This edited collection focuses on the sociology of ‘social censure’ – the sociological term advocated by Colin Sumner in his seminal writing of the 1980s and 1990s. Social censure has become increasingly important in contemporary criminological writing. This can especially be seen in recent writing on gender and race and also in terms of the way that the state’s relationship to crime is now understood. This collection addresses a deficit in the published literature and both revisits themes from an earlier era and looks forward to the development of new writing that develops Sumner’s seminal work on social censure. The contributors are drawn from leading scholars from across the Social Sciences and Law and they address a wide range of issues such as: race, youth justice, policing, welfare, and violence.

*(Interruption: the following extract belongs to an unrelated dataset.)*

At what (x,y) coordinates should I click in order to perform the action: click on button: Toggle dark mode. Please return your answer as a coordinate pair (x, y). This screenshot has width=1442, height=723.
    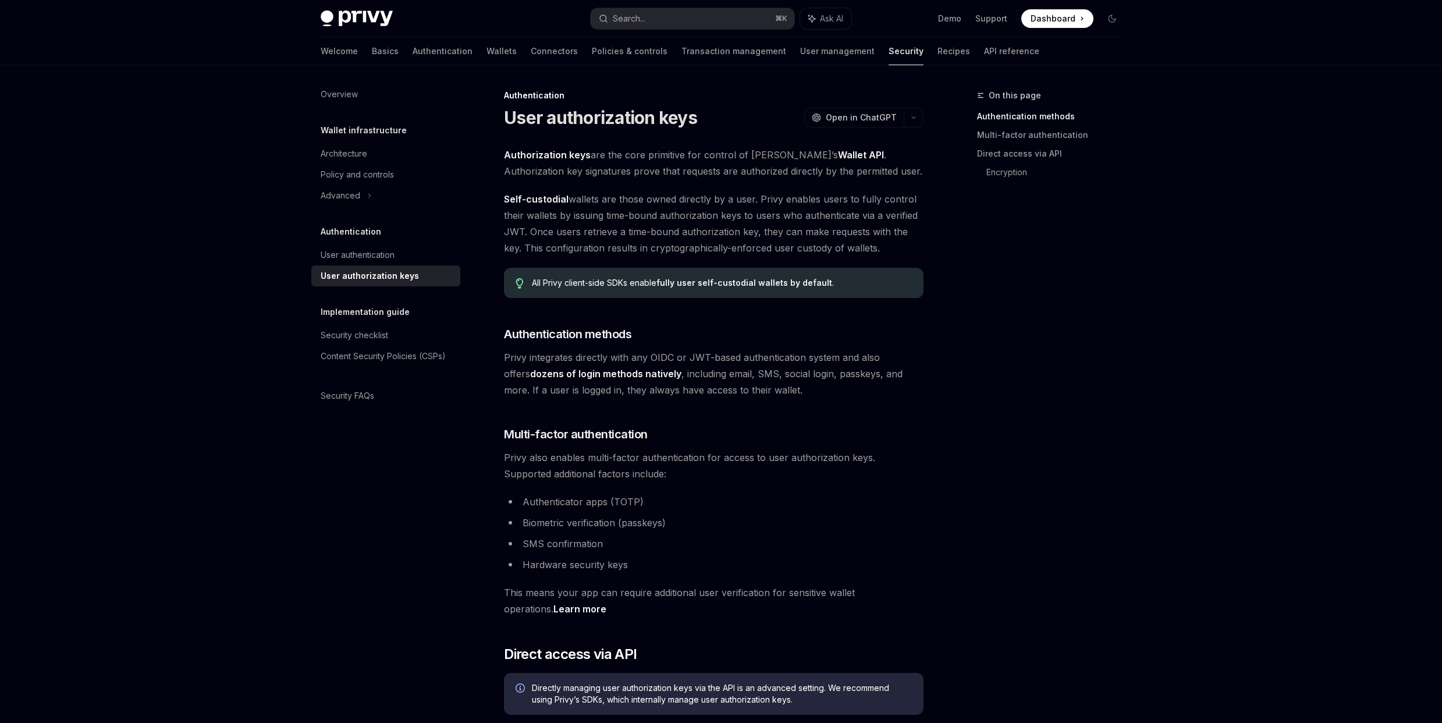
    Looking at the image, I should click on (1112, 19).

The resulting volume is an interdisciplinary text which will be of special interest to scholars and students of Critical Criminology and Socio-Legal Studies, as well as those interestedin the operation of the criminal justice system and criminological theory.
Inhoudsopgave
1. Thinking Through Critical Criminology.- 2. Censure: Moral and Sociological.- 3. Restoring the Crime-Poverty – Class Inequality Link.- 4. Two Accounts of Censure.- 5. Anti-Racist Criminology?.- 6. The Social Censure of Hidden Youth in Hong Kong.- 7. Sex Work, Censure and Transgression.- 8. Mitigating and Responding to Corporate Violence: Beyond Crime and Criminology.- 9. Idealism, Violence and Censure.- 10. War and Peace: is Militarisation the New Norm?.- 11. What is Crime, What is Deviance? Reflections on the Development and Contemporary Relevance of Sumner’s Notion of Social Censure.- 12. Sensure? Public Art, Territorial Coding, and Censure.- 13. Normativity and the Ontology of Being.
Over de auteur
Dr Anthony Amatrudo is Associate Professor of Criminology at Middlesex University School of Law, UK.